John Leguizamo, the actor, writer and comedian, also received a special Tony “for his body of work and for his commitment to the theater, bringing diverse stories and audiences to Broadway for three decades.” This past season, Leguizamo appeared in “Latin History for Morons,” his fourth solo show on Broadway.

“I just want to say: I’m an immigrant, and I’m not an animal,” Leguizamo said, alluding to a comment by President Donald Trump about some unauthorized immigrants, and tearing up as he paid tribute to victims of Hurricane Maria, which devastated Puerto Rico last year. “My hope is that someday our stories won’t be the exception, but the rule.” Other prizes that were granted before the broadcast began: composer Andrew Lloyd Webber — one of the most successful musical theater writers and producers in history — received a lifetime achievement award, as did Chita Rivera, a revered Broadway dancer and actor whose credits include originating the role of Anita in “West Side Story.”

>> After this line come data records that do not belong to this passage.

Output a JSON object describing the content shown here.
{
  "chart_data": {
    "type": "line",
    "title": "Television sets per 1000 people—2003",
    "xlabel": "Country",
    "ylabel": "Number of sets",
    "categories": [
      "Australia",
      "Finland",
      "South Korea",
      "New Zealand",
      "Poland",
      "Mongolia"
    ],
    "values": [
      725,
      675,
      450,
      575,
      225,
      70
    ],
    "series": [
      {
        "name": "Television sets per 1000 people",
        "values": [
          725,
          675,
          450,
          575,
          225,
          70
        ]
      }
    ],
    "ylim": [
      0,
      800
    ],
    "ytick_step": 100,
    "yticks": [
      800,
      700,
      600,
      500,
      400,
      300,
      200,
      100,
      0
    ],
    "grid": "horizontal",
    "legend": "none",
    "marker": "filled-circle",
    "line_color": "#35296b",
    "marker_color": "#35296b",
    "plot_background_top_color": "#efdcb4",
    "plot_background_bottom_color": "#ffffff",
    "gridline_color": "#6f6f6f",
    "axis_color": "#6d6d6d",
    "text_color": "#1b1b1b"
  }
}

“By the way: there’s still a lot of salt left in this shaker,” Rivera, who is 85, said, reflecting on her intention to keep performing.

Lloyd Webber, who is 70 years old, had already won seven Tony Awards, including for “Cats” and “The Phantom of the Opera”; Rivera had won as a performer in “The Rink” and “Kiss of the Spider Woman.”

“All I wanted to be was Richard Rodgers,” Lloyd Webber said, referring to the legendary Broadway composer. “I never dreamed that I, a Brit of all things, would one day be honored with the same award my idol won.”

And a New York Times photographer, Sara Krulwich, became the first journalist recognized with a Tony Honor for Excellence in Theater, for her decades of photographing Broadway shows. Her award was given Monday.